Fabio Achilli from Milano, Italy / CC BY 2.0 via Wikimedia CommonsAntelope Canyon is a slot so narrow and so sculpted that a shaft of noon light falling into it looks solid. It sits on Navajo land east of Page, and the Diné name for the upper canyon — Tsé bighánílíní, "the place where water runs through rocks" — is a plain description of both how it was made and how it is entered. Flash floods, over millions of years, carved the corridors out of Navajo Sandstone, scouring the walls into the flowing, layered curves the photographs chase; the light beams pour into the upper canyon around midday from spring to fall. To the Diné it is not a photo op but a sacred place, part of a living earth, and you go in only with a Navajo guide.
That rule is written in blood as well as respect. On August 12, 1997, a flash flood from a storm miles upstream tore through the lower canyon and killed eleven hikers who were in it without warning; the flimsy ladders were swept away. The Navajo Nation made the canyon a tribal park that year, and now every visit is guided, the weather watched constantly, bolted ladders and cargo nets and alarm horns in place, tours shut down at the first threat of rain. The canyon is beautiful and it is dangerous, and the guides keep you on the right side of both.
The country around it is its own strange chapter. Page is a company town, built in 1957 for the crews raising Glen Canyon Dam, and the reservoir the dam made — Lake Powell — drowned a red-rock canyon that many who saw it counted among the most beautiful in the West, a loss still mourned. Navajo elders say Long Walk holdouts once hid in slots like these; the same defiance runs north from Monument Valley and east to Canyon de Chelly. Come for the light. Go with someone whose country it is.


> Task requirements:
Reproduce the following data exactly, minus any images.

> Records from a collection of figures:
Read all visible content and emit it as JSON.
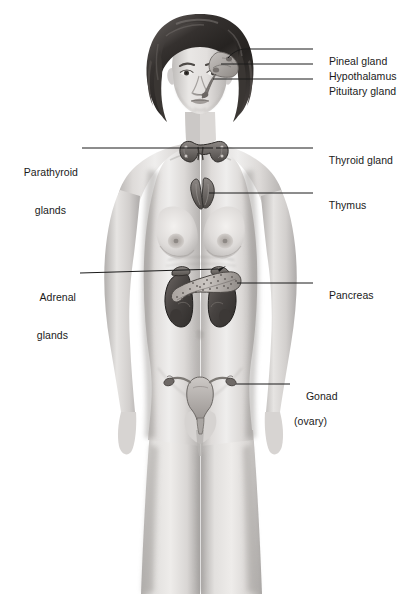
{
  "figure": {
    "style": "grayscale pencil/airbrush medical illustration",
    "background_color": "#ffffff",
    "line_color": "#1a1a1a",
    "text_color": "#1a1a1a"
  },
  "labels": {
    "pineal": {
      "line1": "Pineal gland",
      "line2": ""
    },
    "hypothalamus": {
      "line1": "Hypothalamus",
      "line2": ""
    },
    "pituitary": {
      "line1": "Pituitary gland",
      "line2": ""
    },
    "thyroid": {
      "line1": "Thyroid gland",
      "line2": ""
    },
    "thymus": {
      "line1": "Thymus",
      "line2": ""
    },
    "pancreas": {
      "line1": "Pancreas",
      "line2": ""
    },
    "gonad": {
      "line1": "Gonad",
      "line2": "(ovary)"
    },
    "parathyroid": {
      "line1": "Parathyroid",
      "line2": "glands"
    },
    "adrenal": {
      "line1": "Adrenal",
      "line2": "glands"
    }
  },
  "organs": {
    "brain_structures": "pineal gland, hypothalamus and pituitary gland shown inside head",
    "thyroid": "butterfly-shaped gland at base of neck",
    "thymus": "bilobed gland behind upper sternum",
    "adrenal_glands": "caps on superior pole of each kidney",
    "kidneys": "paired dark bean-shaped organs flanking the spine",
    "pancreas": "elongated stippled gland across the upper abdomen",
    "uterus_ovaries": "uterus with fallopian tubes and paired ovaries in pelvis"
  },
  "colors": {
    "skin_light": "#e8e6e4",
    "skin_mid": "#cfcccb",
    "skin_shadow": "#a9a6a5",
    "hair_dark": "#2e2b29",
    "hair_mid": "#4f4b48",
    "organ_dark": "#4a4644",
    "organ_mid": "#6f6a67",
    "organ_light": "#9e9996",
    "leader_line": "#1a1a1a"
  }
}
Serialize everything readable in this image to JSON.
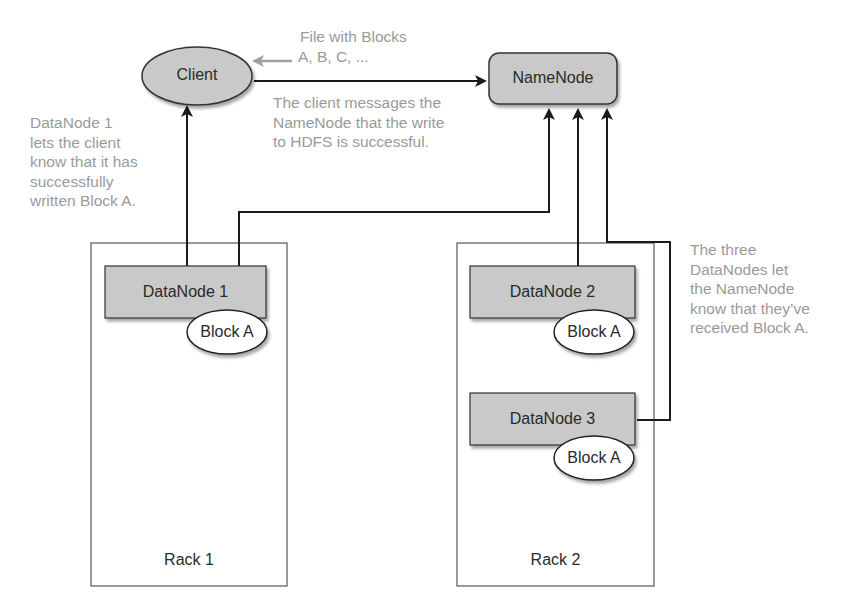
{
  "diagram": {
    "colors": {
      "node_fill": "#c9c9c9",
      "node_stroke": "#333333",
      "block_fill": "#ffffff",
      "rack_stroke": "#555555",
      "annotation_text": "#9a9a9a",
      "arrow": "#1a1a1a",
      "file_arrow": "#a0a0a0"
    },
    "nodes": {
      "client": {
        "label": "Client",
        "shape": "ellipse"
      },
      "namenode": {
        "label": "NameNode",
        "shape": "rounded-rect"
      },
      "datanode1": {
        "label": "DataNode 1",
        "block": "Block A",
        "rack": "Rack 1"
      },
      "datanode2": {
        "label": "DataNode 2",
        "block": "Block A",
        "rack": "Rack 2"
      },
      "datanode3": {
        "label": "DataNode 3",
        "block": "Block A",
        "rack": "Rack 2"
      }
    },
    "racks": [
      {
        "label": "Rack 1"
      },
      {
        "label": "Rack 2"
      }
    ],
    "annotations": {
      "file": [
        "File with Blocks",
        "A, B, C, ..."
      ],
      "client_to_namenode": [
        "The client messages the",
        "NameNode that the write",
        "to HDFS is successful."
      ],
      "datanode1_to_client": [
        "DataNode 1",
        "lets the client",
        "know that it has",
        "successfully",
        "written Block A."
      ],
      "datanodes_to_namenode": [
        "The three",
        "DataNodes let",
        "the NameNode",
        "know that they’ve",
        "received Block A."
      ]
    },
    "edges": [
      {
        "from": "file",
        "to": "client",
        "style": "gray-arrow"
      },
      {
        "from": "client",
        "to": "namenode"
      },
      {
        "from": "datanode1",
        "to": "client"
      },
      {
        "from": "datanode1",
        "to": "namenode"
      },
      {
        "from": "datanode2",
        "to": "namenode"
      },
      {
        "from": "datanode3",
        "to": "namenode"
      }
    ]
  }
}
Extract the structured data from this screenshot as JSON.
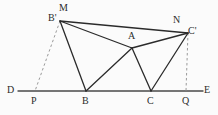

> Response to the exercise:
Read all visible content and emit it as JSON.
{
  "figure": {
    "style": "grayscale pencil/airbrush medical illustration",
    "background_color": "#ffffff",
    "line_color": "#1a1a1a",
    "text_color": "#1a1a1a"
  },
  "labels": {
    "pineal": {
      "line1": "Pineal gland",
      "line2": ""
    },
    "hypothalamus": {
      "line1": "Hypothalamus",
      "line2": ""
    },
    "pituitary": {
      "line1": "Pituitary gland",
      "line2": ""
    },
    "thyroid": {
      "line1": "Thyroid gland",
      "line2": ""
    },
    "thymus": {
      "line1": "Thymus",
      "line2": ""
    },
    "pancreas": {
      "line1": "Pancreas",
      "line2": ""
    },
    "gonad": {
      "line1": "Gonad",
      "line2": "(ovary)"
    },
    "parathyroid": {
      "line1": "Parathyroid",
      "line2": "glands"
    },
    "adrenal": {
      "line1": "Adrenal",
      "line2": "glands"
    }
  },
  "organs": {
    "brain_structures": "pineal gland, hypothalamus and pituitary gland shown inside head",
    "thyroid": "butterfly-shaped gland at base of neck",
    "thymus": "bilobed gland behind upper sternum",
    "adrenal_glands": "caps on superior pole of each kidney",
    "kidneys": "paired dark bean-shaped organs flanking the spine",
    "pancreas": "elongated stippled gland across the upper abdomen",
    "uterus_ovaries": "uterus with fallopian tubes and paired ovaries in pelvis"
  },
  "colors": {
    "skin_light": "#e8e6e4",
    "skin_mid": "#cfcccb",
    "skin_shadow": "#a9a6a5",
    "hair_dark": "#2e2b29",
    "hair_mid": "#4f4b48",
    "organ_dark": "#4a4644",
    "organ_mid": "#6f6a67",
    "organ_light": "#9e9996",
    "leader_line": "#1a1a1a"
  }
}
Serialize everything readable in this image to JSON.
{
  "diagram": {
    "colors": {
      "node_fill": "#c9c9c9",
      "node_stroke": "#333333",
      "block_fill": "#ffffff",
      "rack_stroke": "#555555",
      "annotation_text": "#9a9a9a",
      "arrow": "#1a1a1a",
      "file_arrow": "#a0a0a0"
    },
    "nodes": {
      "client": {
        "label": "Client",
        "shape": "ellipse"
      },
      "namenode": {
        "label": "NameNode",
        "shape": "rounded-rect"
      },
      "datanode1": {
        "label": "DataNode 1",
        "block": "Block A",
        "rack": "Rack 1"
      },
      "datanode2": {
        "label": "DataNode 2",
        "block": "Block A",
        "rack": "Rack 2"
      },
      "datanode3": {
        "label": "DataNode 3",
        "block": "Block A",
        "rack": "Rack 2"
      }
    },
    "racks": [
      {
        "label": "Rack 1"
      },
      {
        "label": "Rack 2"
      }
    ],
    "annotations": {
      "file": [
        "File with Blocks",
        "A, B, C, ..."
      ],
      "client_to_namenode": [
        "The client messages the",
        "NameNode that the write",
        "to HDFS is successful."
      ],
      "datanode1_to_client": [
        "DataNode 1",
        "lets the client",
        "know that it has",
        "successfully",
        "written Block A."
      ],
      "datanodes_to_namenode": [
        "The three",
        "DataNodes let",
        "the NameNode",
        "know that they’ve",
        "received Block A."
      ]
    },
    "edges": [
      {
        "from": "file",
        "to": "client",
        "style": "gray-arrow"
      },
      {
        "from": "client",
        "to": "namenode"
      },
      {
        "from": "datanode1",
        "to": "client"
      },
      {
        "from": "datanode1",
        "to": "namenode"
      },
      {
        "from": "datanode2",
        "to": "namenode"
      },
      {
        "from": "datanode3",
        "to": "namenode"
      }
    ]
  }
}
Extract the structured data from this screenshot as JSON.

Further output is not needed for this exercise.